The difference between me and the rest of the horrible club is, I can't draw. FIC TIME.

*

He came to strapped to a table. Not that this was different - that familiar feeling and a faded memory or two told him this had happened before.

Of course, he couldn't call it a feeling anymore, now could he.

Details.

The blindfold over his face told him he might still have use of his eyes and therefore his powers, but for now he would have to rely on something else. He turned his attention to the noise, noting variations in pitch and frequency. Per usual, he couldn't make anything of them. It was just noise.

The hushed, hurried voices were something different. He heard a few words too important to be tossed aside - things like rehabilitation and mind control and mesmer - and what could have been names. He memorized them, set them aside for a later report - there would be one when he reported to his superior officer - and had turned his mind to a plan of escape when someone shook his shoulder. "Hey. J. You awake?"

He didn't respond. He had a number, not a name.

The noise changed, and the voice shook when it tried again. "Well, if you are...I'm sorry, but we have to do this. It's...it'll help."

It meant nothing to him. He pushed the words aside, returning to his plan, ignoring a new voice that entered the mix and changed the noise yet again. That was nothing new.

But the noise continued to change and grow, pushing against his skull, trying to force its way in. Escape plans abandoned, it was all he could do to grit his teeth and push back, trying to hold his ground against something he'd long since stopped understanding, but the girl's voice kept getting louder and the music pressed harder and harder against him until his mind burned, unable to get past the wave of sound and fury that rolled over him and threatened to wipe him out completely-

Something snapped.

His body spasmed, back arching sharply in a flash of white-hot pain.
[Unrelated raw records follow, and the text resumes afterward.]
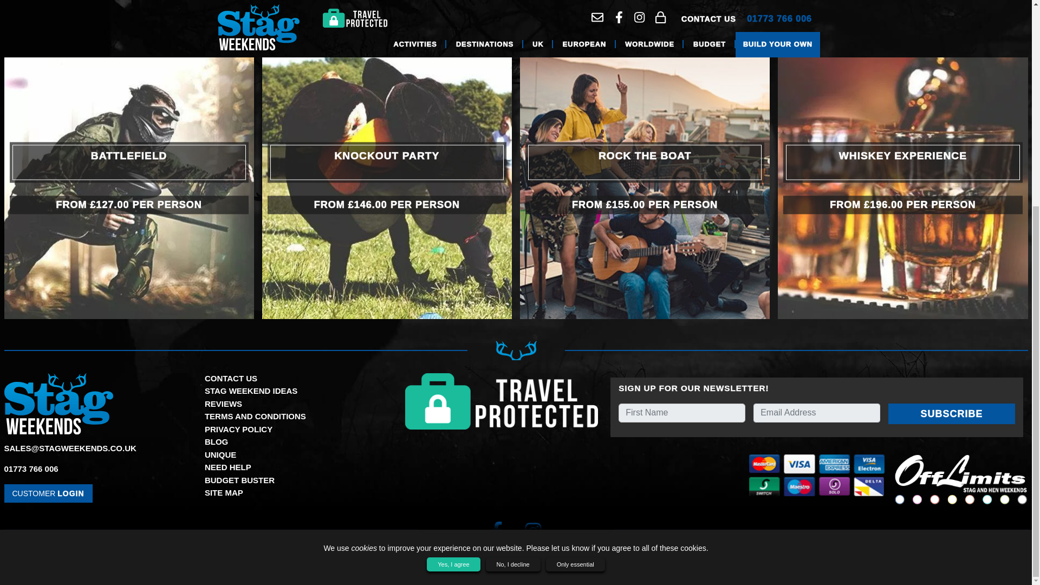  Describe the element at coordinates (216, 442) in the screenshot. I see `BLOG` at that location.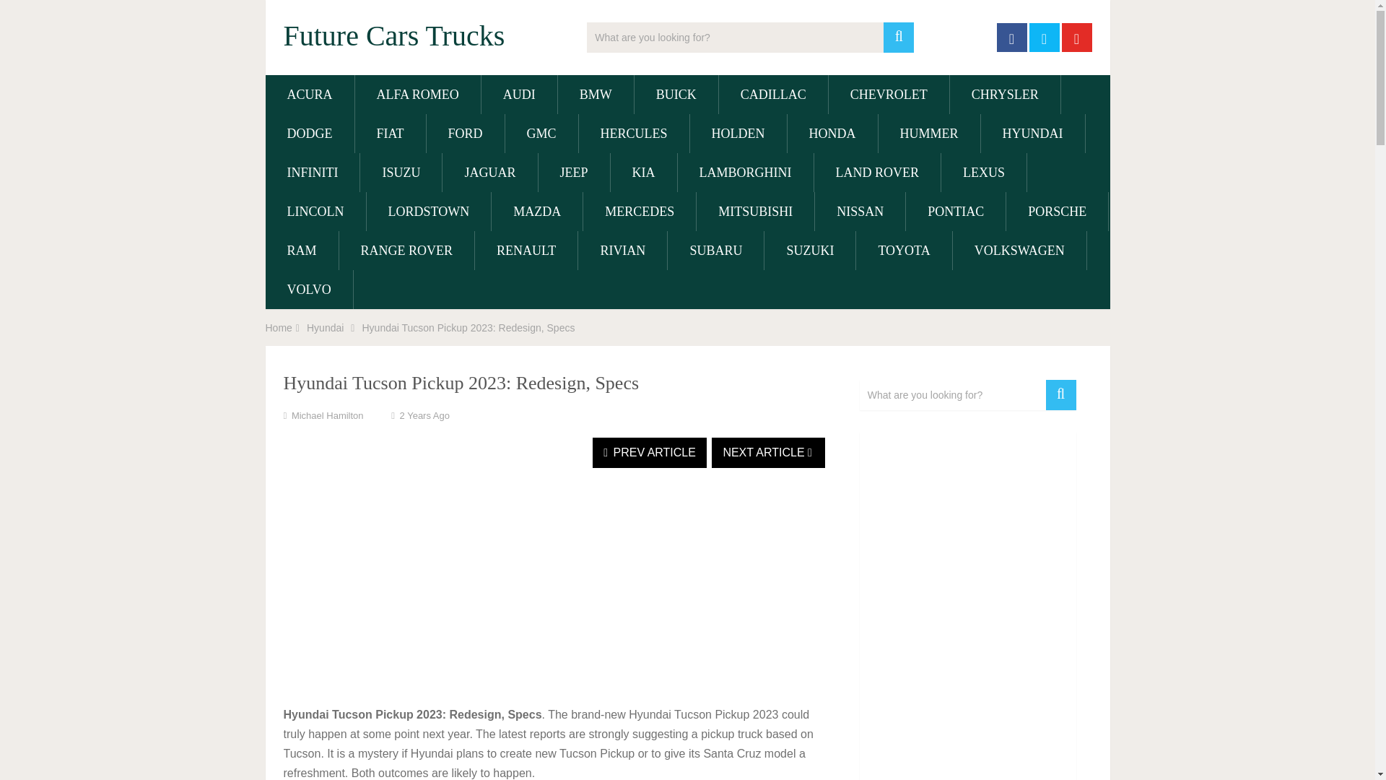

He gasped for breath.

And in that second, the force that he had so long believed to be his self-control crumbled before the noise, letting it and everything it carried flood his mind.

Memories flashed by, almost too quickly to comprehend: people he'd known, places he'd been, laughing and dancing and loving and standing by his newfound family as the world burned around them, fleeting glimpses of the hell that world had become as that same family had been torn apart, Spin captured, Starr killed-

The grief hit him first. His family - his home in Alabama, his home in Salem, either which way - gone.

As memories of his own capture arose, anger was next. This world, this pain, everything that had gone wrong, everyone hurt and missing and dead - it was their fault. They'd made it hell for everyone not like them!

But his memories did not lie, and the anger deflated as he saw himself, blank and obedient, overpowering the people who had been his classmates and his friends and even closer than that, rolling their minds with his power and delivering them to the army, to science, to whomever his superior officer commanded. He'd handed them over to torture and to murder. Their screams had meant nothing to him - just added to the noise in his head.

That same noise swelled expectantly around him, as if awaiting the results of its barrage, and it wasn't until then that he really listened, remembering what he'd forgotten - what had been forced from his mind - so long ago. It wasn't noise.

It was Music.

It was life in tone and pitch and chord. When he'd lost the ability to feel, he'd lost the understanding of what he and precious few others could hear. It had become nothing more than a racket that kept him awake at night, pained and wondering.

He understood it now. He heard the changes in tune and tone, the slow dirge where life had once sung and danced, the pain and sorrow weighing heavily on the songs in the air and in his head and on his chest, pressing down with the weight of this world, the hellish symphony that life had become.

He'd been caught. He'd been taken. He'd helped to make life like this, caused and contributed to the pain that hung thick in the air, making it hard to breathe even in the presence of those he could call his friends, those who had risked their lives to help him even after he'd betrayed them all.

The last emotion to hit him was guilt. It rolled over him in a wave, pulled him down, smothered him in the knowledge that this wasn't just their fault - it was his too.

He fell against the table, took his first breath as a free man, and screamed.